Patents: The important stuff
Getting a patent can seem like a complex and daunting prospect. However, once you understand the basic principles and processes behind patent applications, and the requirements your invention needs to meet to qualify for patent protection, you’ll realise it’s not so overwhelming after all.
What are patents for?
Patents exist to encourage innovation. When a patent is granted, the details are published, and anyone has the right to access the database. This means that inventors can start research and development from the cutting edge, rather than wasting resources reinventing the wheel.
In exchange for sharing their knowledge with the world, the inventor receives patent rights from the government. These stop anyone else from legally making, using, importing, or selling the invention for up to 20 years, giving the inventor fair opportunity to profit from their work.
What makes an invention ‘patentable’?
To qualify for patent protection, you need to prove that your invention is both ‘new’ and ‘inventive’ compared to any existing technology. That means compared to anything that has been used or disclosed anywhere in the world before the date of your application (known as ‘prior art’).
- To be ‘novel’, your invention must not be the same (have all the same features) as any existing technology.
Since your invention will be examined against any existing technology (including your own) that is ‘in the public domain’ at the time of your application, it’s vital that you don’t make any public disclosure or commercial use of your invention until after you file.
- To be ‘inventive’, the differences between your invention and any existing technology must not be ‘obvious to a person skilled in the art’. This makes it a much more subjective test, since it’s difficult to establish who a ‘person skilled in the art’ would be, what knowledge they would have had, and whether your invention takes the technology in an unexpected direction.
I approach the inventiveness argument by looking for benefits and advantages your invention provides that the prior art doesn’t offer.
The patent process
In most cases, the first step is to file a provisional patent application at the Australian patent office (IP Australia).
The date you file your application is called the ‘priority date’. When IP Australia assesses your invention, it will compare it to any technology that was available before that date—so once you’ve filed your provisional patent application, you can use or disclose your invention without jeopardising its patentability.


| What you need to do |
Copy, word for word, the opening line of the data and each line after it until the line that contains "Task: Click on the p: Primary", which is included. Leave the pictures out.

| Supplied records |
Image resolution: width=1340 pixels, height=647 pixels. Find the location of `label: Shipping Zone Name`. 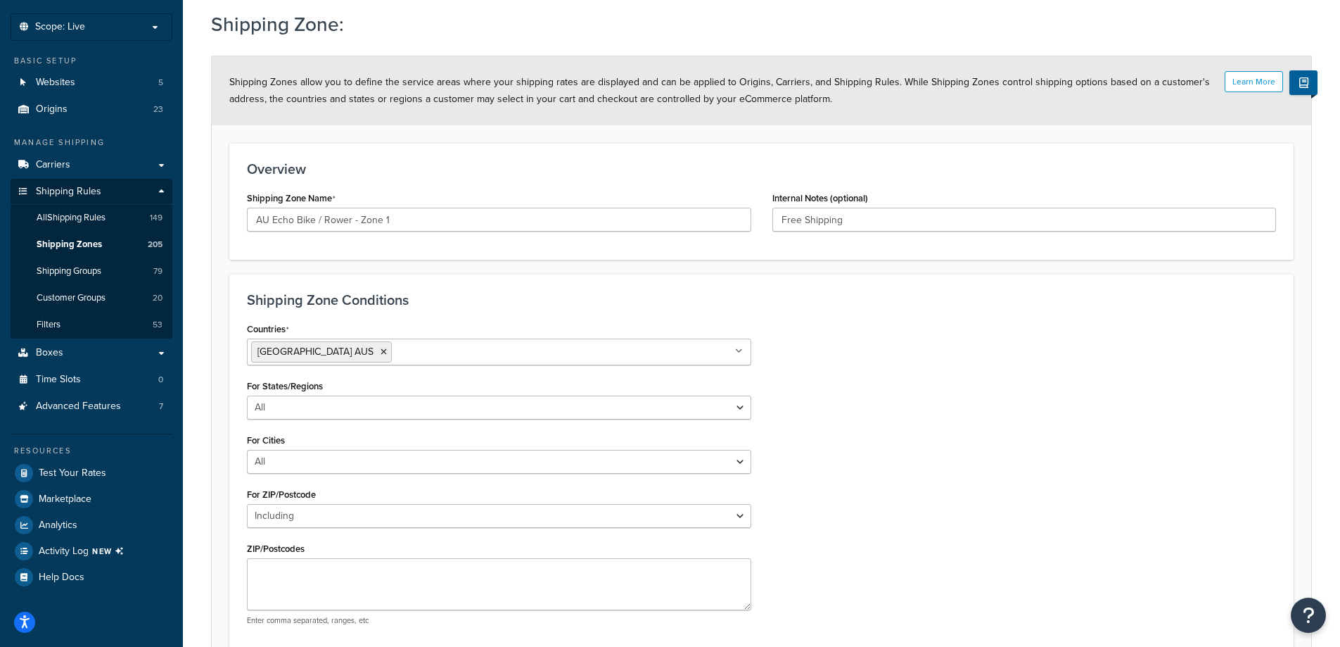

label: Shipping Zone Name is located at coordinates (291, 198).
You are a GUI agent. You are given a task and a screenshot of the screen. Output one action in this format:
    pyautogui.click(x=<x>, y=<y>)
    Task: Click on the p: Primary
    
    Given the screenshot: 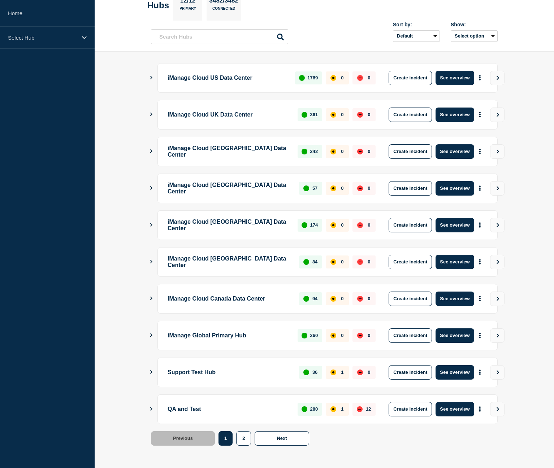 What is the action you would take?
    pyautogui.click(x=188, y=10)
    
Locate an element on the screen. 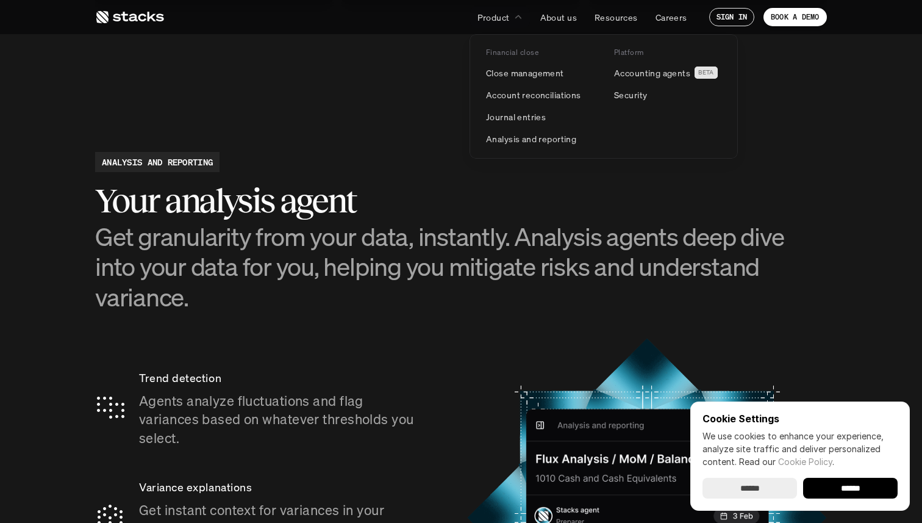  a: About us is located at coordinates (559, 17).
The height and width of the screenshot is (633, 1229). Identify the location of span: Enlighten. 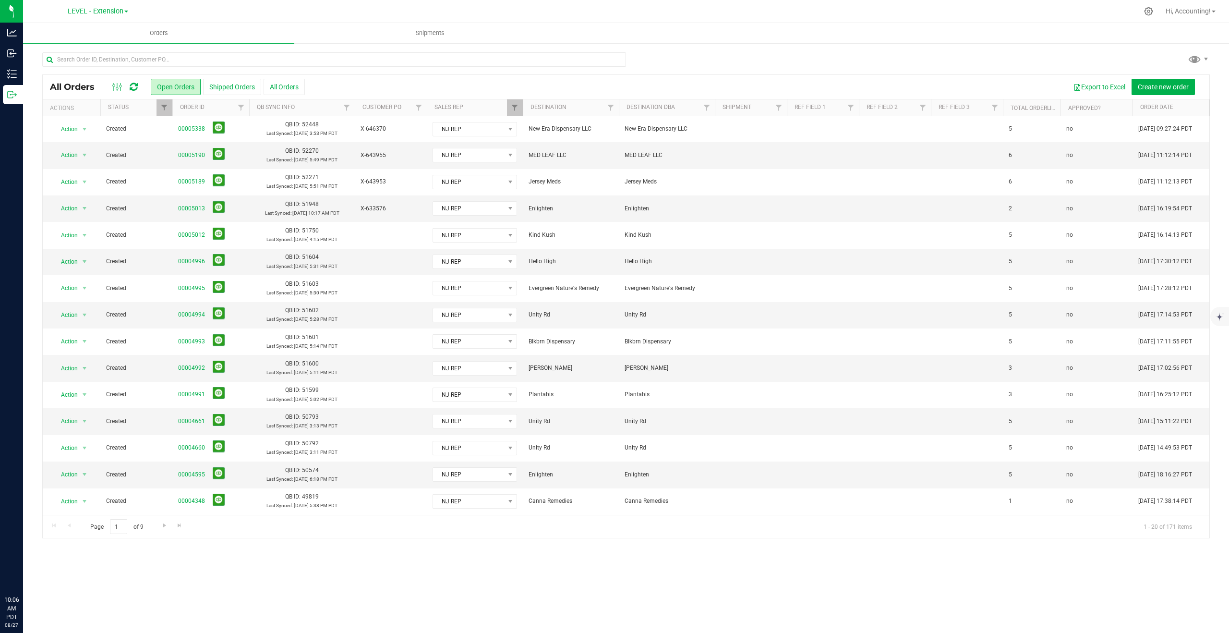
(667, 208).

| Solution |
Image resolution: width=1340 pixels, height=647 pixels. Find the location of `label: Shipping Zone Name`. 

label: Shipping Zone Name is located at coordinates (291, 198).
You are a GUI agent. You are given a task and a screenshot of the screen. Output one action in this format:
    pyautogui.click(x=<x>, y=<y>)
    Task: Click on the p: Primary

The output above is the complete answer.